One approach to AI, the so-called logicist or symbolicist
approach, represents the knowledge, belief and reasoning of sophisticated
agents (including human agents) in a logic.
Often, the logic used is a particularly well-understood one,
namely first-order logic (FOL)
[5], [2], [4].
For our dialectic it's not necessary that we discuss
the technical details of FOL.
(Renear
himself, as his own AP-2 indicates, is familiar with FOL. In the
Appendix I provide a rapid overview of FOL.)
The important thing is to note
that in the logicist approach to AI, a document in natural language
(say a story involving betrayal, written in English) is ``compressed" to
a set of formulas. In other words, the document is captured by certain
jottings (though here the jottings aren't, as was the case with
--
,
expressions in natural language). Given certain algorithms, the jottings,
or formulas, can be used to reproduce the story. (For a look at
some of the
algorithms in question, see the chapter on language processing in
[5]. For research which employs FOL jottings and these
algorithms in order to construct artificial storytelling systems, see
[1].) Accordingly, suppose that,
in accordance with the JoPP thesis, our essay E from above
is captured by a set
of formulas from FOL, from which, by
some algorithm A, E can be recovered. How does this view of E, and,
in the general case, this view of any document, gain support from
the arguments Renear cites? Let's consider the arguments in turn.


● **What you should do**: Every line containing "each" should be copied out. Go through the entries and find them.
-------- Data for this task --------
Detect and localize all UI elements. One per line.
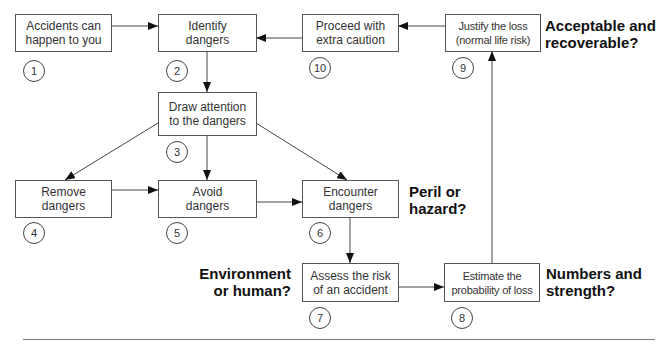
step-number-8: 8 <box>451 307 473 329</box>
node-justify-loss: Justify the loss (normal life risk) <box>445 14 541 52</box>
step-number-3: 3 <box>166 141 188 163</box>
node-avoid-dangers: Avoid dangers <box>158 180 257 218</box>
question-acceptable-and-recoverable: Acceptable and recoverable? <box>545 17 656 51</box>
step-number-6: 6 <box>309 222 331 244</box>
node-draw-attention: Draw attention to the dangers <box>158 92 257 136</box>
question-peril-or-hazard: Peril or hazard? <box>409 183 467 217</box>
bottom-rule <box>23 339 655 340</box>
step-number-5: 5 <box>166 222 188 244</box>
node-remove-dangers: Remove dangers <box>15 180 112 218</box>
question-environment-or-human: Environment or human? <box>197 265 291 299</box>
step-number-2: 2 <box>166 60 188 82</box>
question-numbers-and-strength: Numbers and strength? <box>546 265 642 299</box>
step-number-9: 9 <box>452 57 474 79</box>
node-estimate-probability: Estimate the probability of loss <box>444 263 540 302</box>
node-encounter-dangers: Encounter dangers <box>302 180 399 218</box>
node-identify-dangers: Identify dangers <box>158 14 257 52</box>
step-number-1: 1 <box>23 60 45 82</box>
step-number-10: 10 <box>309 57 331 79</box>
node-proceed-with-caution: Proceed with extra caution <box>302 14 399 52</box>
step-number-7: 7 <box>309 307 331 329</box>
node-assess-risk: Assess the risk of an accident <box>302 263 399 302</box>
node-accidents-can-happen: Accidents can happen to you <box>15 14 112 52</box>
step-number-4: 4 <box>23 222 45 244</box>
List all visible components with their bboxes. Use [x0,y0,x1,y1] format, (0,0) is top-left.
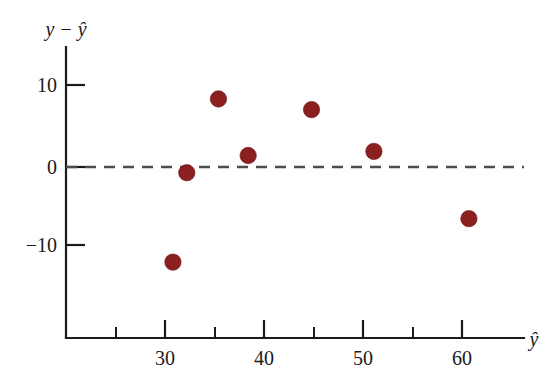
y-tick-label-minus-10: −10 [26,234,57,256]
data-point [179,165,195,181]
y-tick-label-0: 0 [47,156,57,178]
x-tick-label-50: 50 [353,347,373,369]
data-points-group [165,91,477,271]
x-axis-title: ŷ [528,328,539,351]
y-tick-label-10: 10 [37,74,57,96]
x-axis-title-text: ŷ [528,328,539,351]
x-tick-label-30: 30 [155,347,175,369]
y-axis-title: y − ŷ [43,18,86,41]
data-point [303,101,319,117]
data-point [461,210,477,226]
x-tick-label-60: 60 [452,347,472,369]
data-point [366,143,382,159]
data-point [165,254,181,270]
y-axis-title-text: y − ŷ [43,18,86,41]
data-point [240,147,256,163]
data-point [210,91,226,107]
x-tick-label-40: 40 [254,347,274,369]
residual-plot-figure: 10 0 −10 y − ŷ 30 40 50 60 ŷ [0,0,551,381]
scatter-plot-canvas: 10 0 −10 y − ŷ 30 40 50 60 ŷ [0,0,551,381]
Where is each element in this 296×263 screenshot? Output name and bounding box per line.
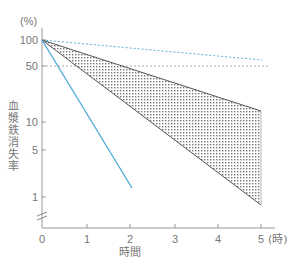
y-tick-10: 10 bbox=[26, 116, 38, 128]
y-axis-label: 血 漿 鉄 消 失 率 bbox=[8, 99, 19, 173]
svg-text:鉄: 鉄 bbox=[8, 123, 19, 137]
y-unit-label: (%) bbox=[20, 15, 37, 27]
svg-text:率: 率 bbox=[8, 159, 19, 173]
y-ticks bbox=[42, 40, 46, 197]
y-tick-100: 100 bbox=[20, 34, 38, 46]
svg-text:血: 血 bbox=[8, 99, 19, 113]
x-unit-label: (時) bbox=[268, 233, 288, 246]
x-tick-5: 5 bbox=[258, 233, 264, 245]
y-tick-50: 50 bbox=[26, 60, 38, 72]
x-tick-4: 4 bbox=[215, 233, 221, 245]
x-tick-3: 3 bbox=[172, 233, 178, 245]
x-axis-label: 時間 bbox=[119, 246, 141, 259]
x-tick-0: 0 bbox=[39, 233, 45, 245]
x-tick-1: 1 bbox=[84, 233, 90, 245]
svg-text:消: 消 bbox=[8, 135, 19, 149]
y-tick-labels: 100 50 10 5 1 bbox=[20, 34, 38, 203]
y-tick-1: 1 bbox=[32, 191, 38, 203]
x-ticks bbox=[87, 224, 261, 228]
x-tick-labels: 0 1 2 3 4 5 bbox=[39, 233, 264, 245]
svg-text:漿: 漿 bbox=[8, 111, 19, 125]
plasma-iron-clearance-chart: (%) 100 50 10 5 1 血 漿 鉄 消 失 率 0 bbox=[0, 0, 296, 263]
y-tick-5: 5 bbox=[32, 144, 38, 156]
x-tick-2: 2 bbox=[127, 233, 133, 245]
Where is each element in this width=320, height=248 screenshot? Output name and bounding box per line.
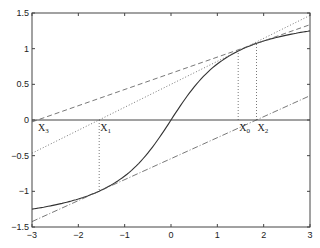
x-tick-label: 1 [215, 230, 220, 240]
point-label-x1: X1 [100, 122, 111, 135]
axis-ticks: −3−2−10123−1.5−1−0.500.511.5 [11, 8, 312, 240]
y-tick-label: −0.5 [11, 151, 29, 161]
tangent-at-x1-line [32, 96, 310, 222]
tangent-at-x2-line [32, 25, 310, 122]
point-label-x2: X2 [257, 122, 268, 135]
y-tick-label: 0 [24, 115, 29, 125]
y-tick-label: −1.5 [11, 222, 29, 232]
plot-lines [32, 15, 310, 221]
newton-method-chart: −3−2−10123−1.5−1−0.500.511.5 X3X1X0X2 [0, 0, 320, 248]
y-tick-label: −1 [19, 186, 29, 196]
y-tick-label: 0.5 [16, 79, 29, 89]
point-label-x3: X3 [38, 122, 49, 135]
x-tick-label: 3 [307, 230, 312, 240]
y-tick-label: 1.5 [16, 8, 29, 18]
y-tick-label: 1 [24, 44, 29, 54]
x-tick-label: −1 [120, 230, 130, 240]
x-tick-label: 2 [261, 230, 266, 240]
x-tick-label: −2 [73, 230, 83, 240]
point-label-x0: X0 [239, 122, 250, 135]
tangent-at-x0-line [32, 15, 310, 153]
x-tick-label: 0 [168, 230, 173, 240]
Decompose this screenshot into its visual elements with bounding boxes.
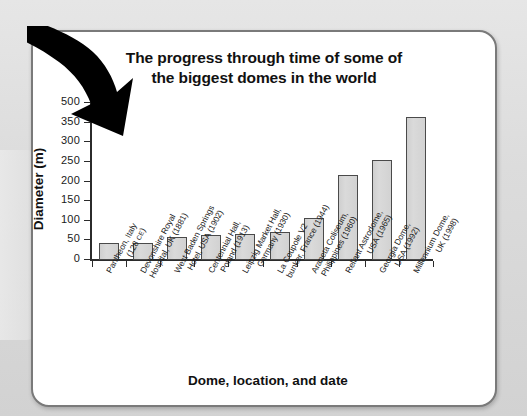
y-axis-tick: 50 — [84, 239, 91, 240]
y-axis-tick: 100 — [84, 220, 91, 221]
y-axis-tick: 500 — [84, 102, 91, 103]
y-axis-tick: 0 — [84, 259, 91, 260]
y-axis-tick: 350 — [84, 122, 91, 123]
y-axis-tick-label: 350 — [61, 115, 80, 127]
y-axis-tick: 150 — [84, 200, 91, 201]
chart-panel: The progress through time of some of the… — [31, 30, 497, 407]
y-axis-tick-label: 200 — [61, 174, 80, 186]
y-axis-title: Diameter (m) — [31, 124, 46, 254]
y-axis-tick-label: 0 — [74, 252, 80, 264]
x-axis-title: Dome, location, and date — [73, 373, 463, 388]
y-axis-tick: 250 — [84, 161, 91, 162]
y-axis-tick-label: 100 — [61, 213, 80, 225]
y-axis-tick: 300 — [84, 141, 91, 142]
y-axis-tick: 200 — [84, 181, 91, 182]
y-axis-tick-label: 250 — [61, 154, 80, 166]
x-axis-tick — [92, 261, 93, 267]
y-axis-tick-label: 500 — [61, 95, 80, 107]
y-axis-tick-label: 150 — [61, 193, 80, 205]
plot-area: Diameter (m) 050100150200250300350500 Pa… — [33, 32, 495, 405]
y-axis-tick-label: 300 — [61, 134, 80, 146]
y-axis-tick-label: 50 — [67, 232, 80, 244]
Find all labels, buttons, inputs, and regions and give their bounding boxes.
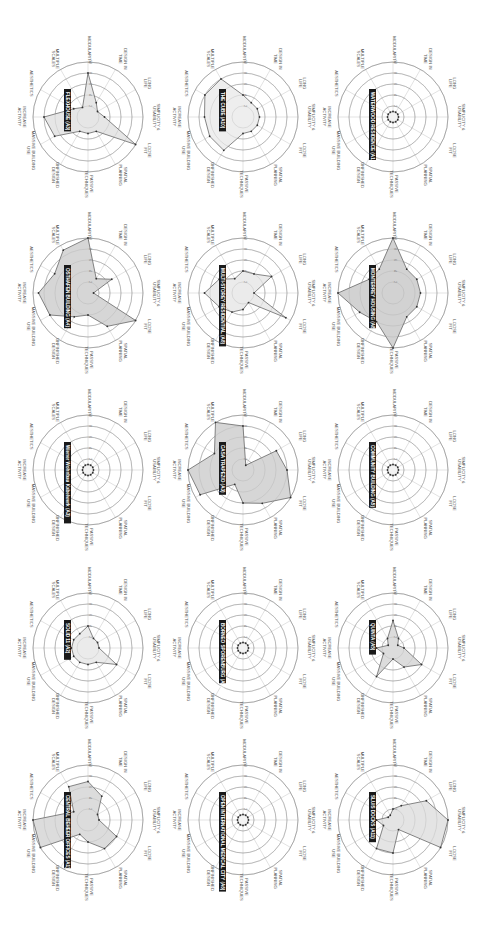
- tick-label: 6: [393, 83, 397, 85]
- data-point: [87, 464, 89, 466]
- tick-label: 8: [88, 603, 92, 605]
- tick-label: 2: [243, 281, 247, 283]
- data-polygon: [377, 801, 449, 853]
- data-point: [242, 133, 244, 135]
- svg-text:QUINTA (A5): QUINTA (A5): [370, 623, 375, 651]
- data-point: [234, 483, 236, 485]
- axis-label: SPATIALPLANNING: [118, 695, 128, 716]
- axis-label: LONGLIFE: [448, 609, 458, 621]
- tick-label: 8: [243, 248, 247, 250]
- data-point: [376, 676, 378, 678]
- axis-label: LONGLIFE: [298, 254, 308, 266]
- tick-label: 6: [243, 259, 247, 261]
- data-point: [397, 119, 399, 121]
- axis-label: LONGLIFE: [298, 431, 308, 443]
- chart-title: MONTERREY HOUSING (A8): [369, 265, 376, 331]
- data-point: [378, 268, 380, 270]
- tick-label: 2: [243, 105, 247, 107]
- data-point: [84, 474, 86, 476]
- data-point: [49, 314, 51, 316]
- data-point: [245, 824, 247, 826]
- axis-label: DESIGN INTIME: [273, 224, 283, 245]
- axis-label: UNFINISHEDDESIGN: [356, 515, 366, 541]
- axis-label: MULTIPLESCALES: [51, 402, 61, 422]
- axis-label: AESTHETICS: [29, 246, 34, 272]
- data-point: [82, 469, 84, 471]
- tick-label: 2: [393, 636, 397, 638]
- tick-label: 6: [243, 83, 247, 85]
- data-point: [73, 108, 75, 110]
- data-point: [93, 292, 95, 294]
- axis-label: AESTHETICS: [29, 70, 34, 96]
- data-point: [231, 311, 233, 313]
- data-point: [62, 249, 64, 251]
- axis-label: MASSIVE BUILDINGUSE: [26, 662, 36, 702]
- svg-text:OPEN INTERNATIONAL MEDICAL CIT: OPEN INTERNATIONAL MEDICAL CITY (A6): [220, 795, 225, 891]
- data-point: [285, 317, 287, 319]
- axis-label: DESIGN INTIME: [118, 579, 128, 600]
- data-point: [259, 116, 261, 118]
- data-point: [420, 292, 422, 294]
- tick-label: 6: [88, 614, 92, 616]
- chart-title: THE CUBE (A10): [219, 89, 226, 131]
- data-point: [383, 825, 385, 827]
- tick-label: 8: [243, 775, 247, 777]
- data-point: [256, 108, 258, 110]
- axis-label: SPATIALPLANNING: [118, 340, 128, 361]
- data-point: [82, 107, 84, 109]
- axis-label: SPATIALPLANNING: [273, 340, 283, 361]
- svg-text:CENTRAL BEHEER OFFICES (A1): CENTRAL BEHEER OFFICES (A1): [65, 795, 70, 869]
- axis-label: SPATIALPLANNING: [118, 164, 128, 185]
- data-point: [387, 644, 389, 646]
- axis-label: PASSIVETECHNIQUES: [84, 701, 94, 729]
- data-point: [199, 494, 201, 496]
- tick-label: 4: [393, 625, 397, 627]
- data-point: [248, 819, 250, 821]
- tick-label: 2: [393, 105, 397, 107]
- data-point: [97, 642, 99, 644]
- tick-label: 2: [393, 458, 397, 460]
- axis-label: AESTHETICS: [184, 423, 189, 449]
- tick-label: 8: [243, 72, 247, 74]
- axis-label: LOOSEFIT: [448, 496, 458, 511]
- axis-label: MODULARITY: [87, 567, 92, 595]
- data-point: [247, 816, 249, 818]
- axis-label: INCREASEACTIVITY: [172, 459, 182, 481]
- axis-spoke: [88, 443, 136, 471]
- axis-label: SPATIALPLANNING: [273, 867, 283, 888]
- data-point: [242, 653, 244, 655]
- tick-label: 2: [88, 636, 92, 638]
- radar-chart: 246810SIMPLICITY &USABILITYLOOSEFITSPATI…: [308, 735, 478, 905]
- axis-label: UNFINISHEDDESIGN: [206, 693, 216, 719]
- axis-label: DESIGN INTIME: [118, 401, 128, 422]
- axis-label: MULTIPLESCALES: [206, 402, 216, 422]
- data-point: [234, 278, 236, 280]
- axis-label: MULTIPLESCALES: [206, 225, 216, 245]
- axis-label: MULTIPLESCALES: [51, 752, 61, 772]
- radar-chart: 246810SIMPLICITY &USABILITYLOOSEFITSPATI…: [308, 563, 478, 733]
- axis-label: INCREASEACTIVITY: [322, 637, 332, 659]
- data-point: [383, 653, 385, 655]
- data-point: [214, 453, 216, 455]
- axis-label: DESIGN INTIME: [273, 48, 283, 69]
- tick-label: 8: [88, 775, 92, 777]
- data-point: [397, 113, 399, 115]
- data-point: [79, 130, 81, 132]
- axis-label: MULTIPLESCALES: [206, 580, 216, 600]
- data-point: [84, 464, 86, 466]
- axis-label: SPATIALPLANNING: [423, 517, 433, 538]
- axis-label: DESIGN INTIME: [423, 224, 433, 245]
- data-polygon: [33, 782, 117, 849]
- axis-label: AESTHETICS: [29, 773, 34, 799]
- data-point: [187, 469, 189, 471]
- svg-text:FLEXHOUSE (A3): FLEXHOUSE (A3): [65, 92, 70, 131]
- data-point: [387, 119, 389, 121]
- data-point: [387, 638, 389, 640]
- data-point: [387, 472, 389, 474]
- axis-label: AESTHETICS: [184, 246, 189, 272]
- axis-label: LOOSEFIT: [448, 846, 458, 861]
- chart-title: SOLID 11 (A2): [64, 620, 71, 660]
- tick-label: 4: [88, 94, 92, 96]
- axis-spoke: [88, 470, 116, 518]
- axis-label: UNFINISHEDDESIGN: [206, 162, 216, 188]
--------
● **Exercise output**:
Where is each element in this 296×263 screenshot? Output name and bounding box per line.
Where is each element in this width=320, height=248 screenshot? Output name and bounding box per line.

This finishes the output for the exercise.